If the bill was not going to pass through the Senate, he needed to make sure the public saw the problem as one of Republican obstruction, not executive rigidity.
To get the bill he ran on, he was going to have to make sure that the public option passed on the House side and, since it could not pass on the Senate side, that it be included in the Conference Report. At that point, one of three things would happen.

    1. If the Dems didn't have 60 votes, the Republicans would filibuster and take the blame for obstruction, setting up the argument for using reconciliation. 2. Seeing the momentum for health care reform, one or two Republicans would vote for cloture and the bill would pass. 3. If the Dems did have 60 votes, they could muscle the few doubters to vote for cloture, even if they opposed the underlying bill.
The only thing that could go wrong is if there were any Democrats who were willing to filibuster the president's highest priority item. This was the strategy, and it hasn't changed much at all.
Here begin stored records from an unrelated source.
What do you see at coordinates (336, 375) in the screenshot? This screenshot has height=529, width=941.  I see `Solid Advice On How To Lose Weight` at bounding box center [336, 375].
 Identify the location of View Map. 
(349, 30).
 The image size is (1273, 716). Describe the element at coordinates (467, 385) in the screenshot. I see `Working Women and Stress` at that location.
The Democrats are in good position. Sen. Byrd is still frail and misses most votes, but Franken is now a senator, Kennedy has been replaced, and Specter is a Democrat. If the Dems stay united on cloture, the bill can pass with a public option and without using budget reconciliation. Yet, Obama can't say that because we are still in the stage of passing something through the Finance Committee. We're still in the stage of appearing willing to compromise and make concessions. And, most importantly, we're in the stage where we need to line up all sixty Democrats in favor of cloture. That means all their views must be respected and treated with deference. The administration cannot afford to alienate anyone.
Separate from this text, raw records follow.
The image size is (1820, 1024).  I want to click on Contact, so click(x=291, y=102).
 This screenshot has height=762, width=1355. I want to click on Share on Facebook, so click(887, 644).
If, at any point, the administration had taken the position that the public option absolutely must be in any bill that Obama signs, then the bill would never have passed through the Finance Committee. And that would have put the blame for failure on the Democrats, crippling the effort to pass the bill through regular order and the argument for using the reconciliation process.
So, what we've been witnessing has been a careful dance. What people say is different from what they mean.
 Democratic put Blue Dogs in the hot seat   Former Gov. Howard Dean discusses a backlash by health care reform supporters against Blue Dog Democrats who are now being told if they won't help pass reform they'll be replaced by a different Democrat in the next election.